The Power of Multi-Language Applications
wbav queries: "I've been programming for a number of years, and someone always asks, 'What language do you use, Java or C++?'. Now personally, I find that question a little biased, mainly because, of how I program. Rather than making one massive program, adding in all the support I need to make up for weaknesses in languages, I prefer to make several different apps that call each other, each using the strengths of that particular language. I tend to use C++ as my controlling program, and then execute Perl, PHP, or Java depending on what will give me the best performance for and cause me the least amount of pain to accomplish the task at hand. Do you guys use this kind of method, or do you try to do everything in one program? What advantages or disadvantages do you see in creating one program compared to many programs?"
Absolutely. You should always use the best tool for the job.
Case in point, at where I work now, I inherited a Perl script which handles software sales on our website. It's an ugly bastard of a thing -- 1300 lines, like 60K long, no naming scheme on the variables, etc.
So, rather than try to figure out all this code, I instead wrote a nice little Perl module that I use to call PHP code. Even went so far as to design a little communications protocol so that the PHP code can pass back values and the Perl can parse them and pass those variables to other PHP scripts.
Is it a bit resource intensive? Yep. But the tradeoff is that I did this in a fraction of the time that it would have taken me to hack on the existing Perl code, and since there's a big crunch to get this done on time, the boss is happy and I look good.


■ EXERCISE
When you have gone through the records, report how many lines include "xyxy", giving the number and nothing more.

(DATA TO USE Opens)

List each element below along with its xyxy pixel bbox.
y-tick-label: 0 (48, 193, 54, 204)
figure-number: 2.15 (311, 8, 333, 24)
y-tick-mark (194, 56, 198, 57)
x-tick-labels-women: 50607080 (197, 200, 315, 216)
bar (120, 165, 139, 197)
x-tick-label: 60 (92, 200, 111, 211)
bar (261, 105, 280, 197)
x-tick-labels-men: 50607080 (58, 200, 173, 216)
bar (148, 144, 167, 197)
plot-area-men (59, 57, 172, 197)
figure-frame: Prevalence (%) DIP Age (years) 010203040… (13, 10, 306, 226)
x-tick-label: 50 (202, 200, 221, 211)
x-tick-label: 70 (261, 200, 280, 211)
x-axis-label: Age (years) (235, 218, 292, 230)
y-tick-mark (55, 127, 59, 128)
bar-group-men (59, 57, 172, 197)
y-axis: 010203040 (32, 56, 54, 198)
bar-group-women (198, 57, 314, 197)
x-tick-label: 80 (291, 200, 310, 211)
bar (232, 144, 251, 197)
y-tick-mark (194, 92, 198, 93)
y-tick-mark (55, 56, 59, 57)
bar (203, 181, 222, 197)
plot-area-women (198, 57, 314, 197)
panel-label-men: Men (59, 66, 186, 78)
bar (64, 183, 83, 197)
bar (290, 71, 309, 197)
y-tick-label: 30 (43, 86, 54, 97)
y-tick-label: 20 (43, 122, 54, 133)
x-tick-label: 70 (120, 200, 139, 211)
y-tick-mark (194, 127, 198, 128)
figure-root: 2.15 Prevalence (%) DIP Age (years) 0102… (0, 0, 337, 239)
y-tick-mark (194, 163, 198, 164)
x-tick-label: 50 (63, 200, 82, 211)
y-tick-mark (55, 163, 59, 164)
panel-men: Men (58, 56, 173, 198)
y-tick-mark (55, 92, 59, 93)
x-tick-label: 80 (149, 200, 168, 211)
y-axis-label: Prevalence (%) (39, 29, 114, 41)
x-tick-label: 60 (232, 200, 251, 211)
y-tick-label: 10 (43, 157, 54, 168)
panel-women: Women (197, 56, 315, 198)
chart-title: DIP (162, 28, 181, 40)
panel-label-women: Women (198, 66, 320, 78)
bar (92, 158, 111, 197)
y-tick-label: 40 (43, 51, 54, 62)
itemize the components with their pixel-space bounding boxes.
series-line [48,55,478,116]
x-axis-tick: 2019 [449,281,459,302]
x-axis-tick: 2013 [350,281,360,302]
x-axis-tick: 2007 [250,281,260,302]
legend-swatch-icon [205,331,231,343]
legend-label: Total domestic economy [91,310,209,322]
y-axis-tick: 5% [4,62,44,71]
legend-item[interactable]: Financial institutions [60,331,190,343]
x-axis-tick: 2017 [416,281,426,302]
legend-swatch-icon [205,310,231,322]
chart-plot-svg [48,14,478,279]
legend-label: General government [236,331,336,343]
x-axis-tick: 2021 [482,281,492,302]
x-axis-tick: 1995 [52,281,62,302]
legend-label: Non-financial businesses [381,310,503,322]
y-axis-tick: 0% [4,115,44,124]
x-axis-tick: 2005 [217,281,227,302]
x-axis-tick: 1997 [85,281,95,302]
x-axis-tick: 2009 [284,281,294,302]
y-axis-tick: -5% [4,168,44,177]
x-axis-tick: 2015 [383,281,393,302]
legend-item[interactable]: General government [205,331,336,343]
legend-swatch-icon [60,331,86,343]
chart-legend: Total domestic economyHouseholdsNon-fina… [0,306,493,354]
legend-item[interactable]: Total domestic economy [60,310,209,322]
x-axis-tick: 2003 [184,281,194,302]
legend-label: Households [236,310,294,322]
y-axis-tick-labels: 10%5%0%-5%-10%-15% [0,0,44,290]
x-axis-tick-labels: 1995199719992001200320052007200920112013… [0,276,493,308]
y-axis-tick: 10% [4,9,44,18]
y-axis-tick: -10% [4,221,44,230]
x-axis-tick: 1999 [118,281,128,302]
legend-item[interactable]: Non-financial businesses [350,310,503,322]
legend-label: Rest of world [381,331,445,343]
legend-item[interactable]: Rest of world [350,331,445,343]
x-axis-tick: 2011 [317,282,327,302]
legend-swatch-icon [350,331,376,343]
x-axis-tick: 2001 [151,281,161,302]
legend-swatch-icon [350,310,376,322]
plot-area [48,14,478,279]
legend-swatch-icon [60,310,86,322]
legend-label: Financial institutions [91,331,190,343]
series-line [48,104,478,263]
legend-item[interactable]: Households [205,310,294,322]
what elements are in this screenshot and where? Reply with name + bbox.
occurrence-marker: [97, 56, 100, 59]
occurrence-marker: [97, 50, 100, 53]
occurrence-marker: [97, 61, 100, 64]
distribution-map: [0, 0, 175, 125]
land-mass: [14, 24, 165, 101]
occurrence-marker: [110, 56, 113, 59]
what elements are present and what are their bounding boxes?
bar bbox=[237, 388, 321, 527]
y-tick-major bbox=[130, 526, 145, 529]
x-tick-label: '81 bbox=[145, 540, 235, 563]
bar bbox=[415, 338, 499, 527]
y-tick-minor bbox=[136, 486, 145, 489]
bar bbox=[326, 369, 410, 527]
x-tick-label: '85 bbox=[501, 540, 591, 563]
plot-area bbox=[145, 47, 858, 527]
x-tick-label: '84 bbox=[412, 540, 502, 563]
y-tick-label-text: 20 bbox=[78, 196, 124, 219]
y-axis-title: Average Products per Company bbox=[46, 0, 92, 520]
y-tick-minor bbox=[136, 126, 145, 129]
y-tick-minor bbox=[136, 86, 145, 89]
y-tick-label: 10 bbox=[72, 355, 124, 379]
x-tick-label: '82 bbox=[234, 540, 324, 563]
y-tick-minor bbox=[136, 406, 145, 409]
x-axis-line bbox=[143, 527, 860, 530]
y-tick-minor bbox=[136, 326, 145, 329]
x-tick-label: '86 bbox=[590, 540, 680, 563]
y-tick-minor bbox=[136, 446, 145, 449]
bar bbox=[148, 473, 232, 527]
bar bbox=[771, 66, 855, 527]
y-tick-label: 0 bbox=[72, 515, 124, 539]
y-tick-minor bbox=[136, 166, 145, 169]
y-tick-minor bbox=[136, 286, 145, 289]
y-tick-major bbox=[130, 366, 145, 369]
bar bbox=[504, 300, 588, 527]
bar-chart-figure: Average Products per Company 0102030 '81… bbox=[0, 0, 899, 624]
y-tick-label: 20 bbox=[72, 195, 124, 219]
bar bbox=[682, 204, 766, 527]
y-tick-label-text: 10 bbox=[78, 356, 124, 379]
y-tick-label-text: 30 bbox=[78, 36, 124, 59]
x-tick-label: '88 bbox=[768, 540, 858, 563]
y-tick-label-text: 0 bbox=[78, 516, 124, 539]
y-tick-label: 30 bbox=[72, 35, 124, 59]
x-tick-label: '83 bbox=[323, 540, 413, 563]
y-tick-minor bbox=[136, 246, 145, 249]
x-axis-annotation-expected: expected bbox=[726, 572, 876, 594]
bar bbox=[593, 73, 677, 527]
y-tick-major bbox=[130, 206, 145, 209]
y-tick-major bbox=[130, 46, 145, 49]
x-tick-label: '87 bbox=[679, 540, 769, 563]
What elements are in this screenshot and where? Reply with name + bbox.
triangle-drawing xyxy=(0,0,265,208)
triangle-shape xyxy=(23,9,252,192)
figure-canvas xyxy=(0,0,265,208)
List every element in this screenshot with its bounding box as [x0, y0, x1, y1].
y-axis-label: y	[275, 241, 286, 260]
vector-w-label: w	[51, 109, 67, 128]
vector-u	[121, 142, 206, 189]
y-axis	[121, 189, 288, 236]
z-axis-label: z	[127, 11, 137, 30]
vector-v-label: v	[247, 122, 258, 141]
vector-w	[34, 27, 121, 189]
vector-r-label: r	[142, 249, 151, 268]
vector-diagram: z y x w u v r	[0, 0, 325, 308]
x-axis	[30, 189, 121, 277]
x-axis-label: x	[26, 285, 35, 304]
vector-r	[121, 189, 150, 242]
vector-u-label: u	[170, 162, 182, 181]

(DATA TO USE Closes)

■ EXERCISE RESPONSE
4